The pre-diabetes screening noise is part of the larger red herring movement of wellness and prevention in corporate insurance plans. The prevention-pushers claim the usual something-for-nothing outcomes, and GIMeC once again diverts us from the more difficult conversations we must have to lower healthcare costs in this country.
Excellent, excellent post.
This is the same mindset that believes in the intrinsic value of measurement for the sake of measurement, and that shows up in our professional societies’s unjustifed enthusiasm for P4P.
How as practicing physicians can we combat this ignorance?
Robert,
Thanks for the support.
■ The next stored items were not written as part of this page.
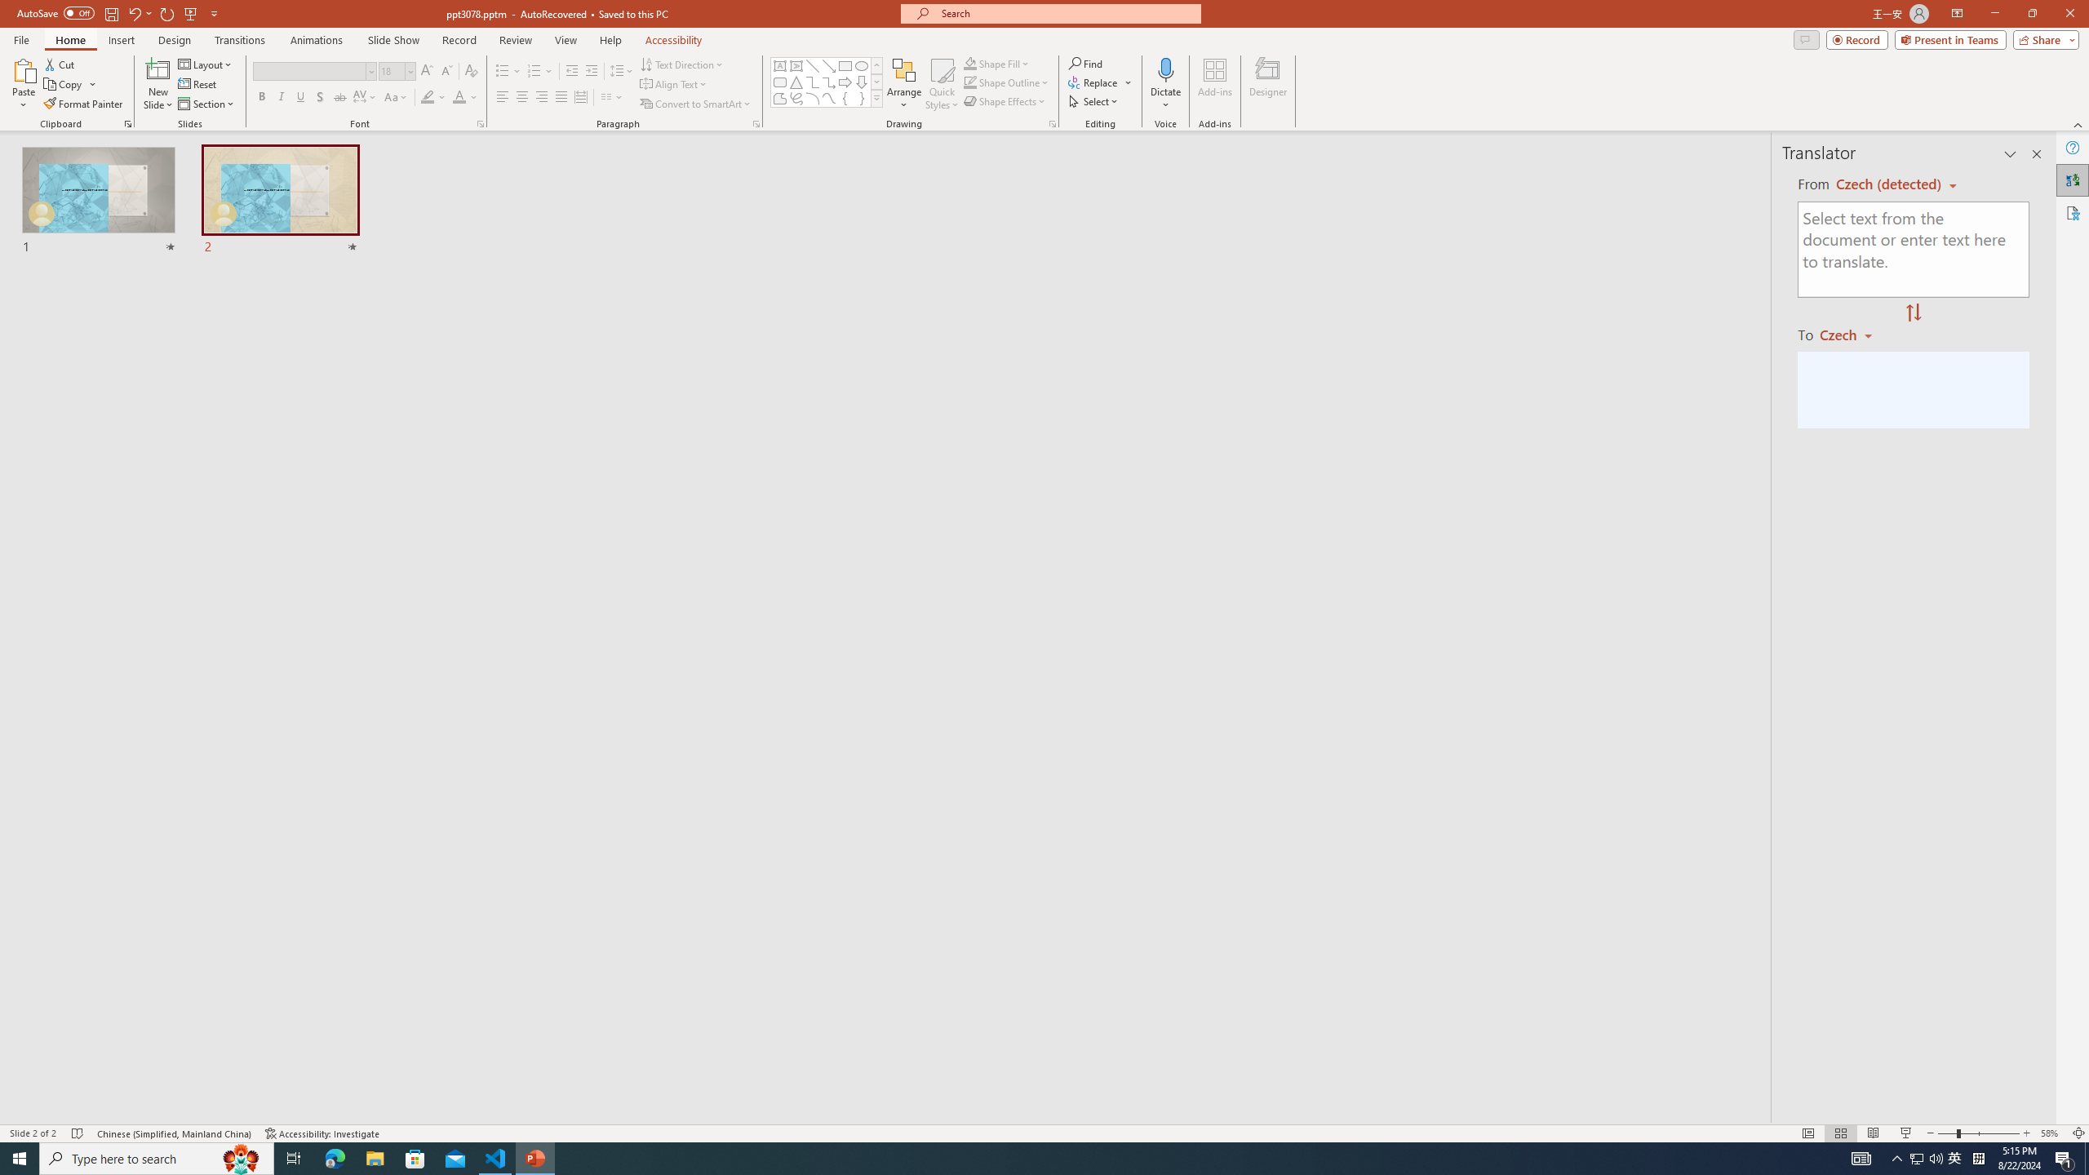 The image size is (2089, 1175). Describe the element at coordinates (2011, 154) in the screenshot. I see `Task Pane Options` at that location.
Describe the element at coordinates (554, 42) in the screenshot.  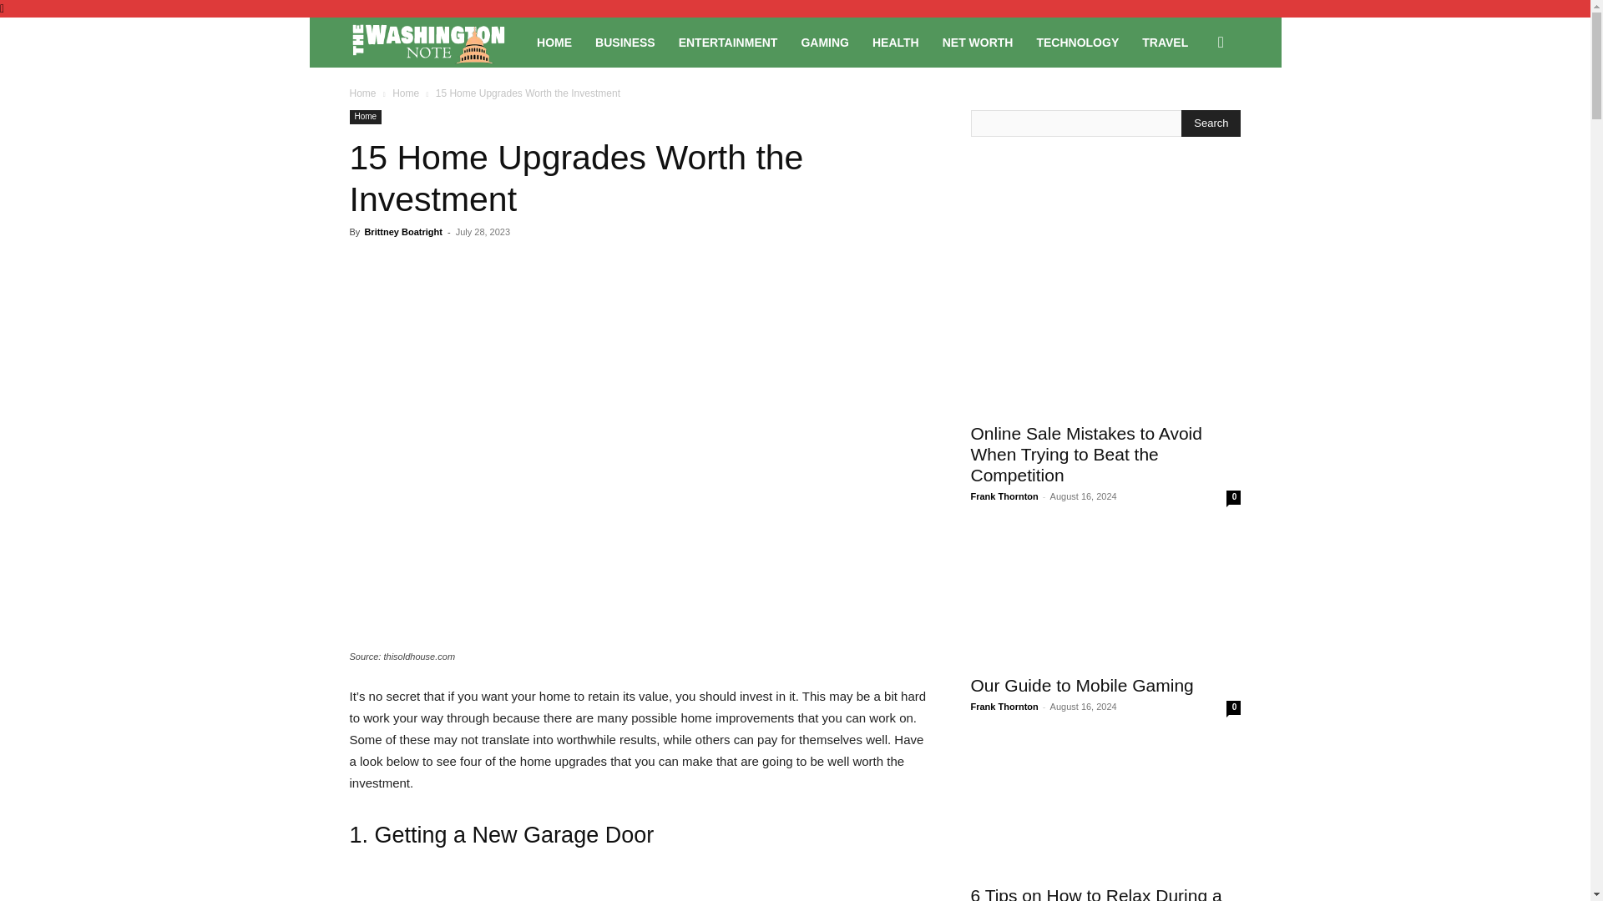
I see `HOME` at that location.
All I know to do is keep throwing the ideas out there, and maybe someday somehow it will resonate with people who want our healthcare system to cost less.
Richard
But it is not just diabetes; how about the poor lady with breast 12 years ago whose oncologist tells her she has to see him for blood work every three months so her cancer will not come back! And don’t forget the level 4 office visit that Medicare pays for.
And let’s face it most ologist think family docs are stupid—little do they know how awesome we are! Keep up the good work!
I’m coming to Dallas in a couple for weeks for some R and R.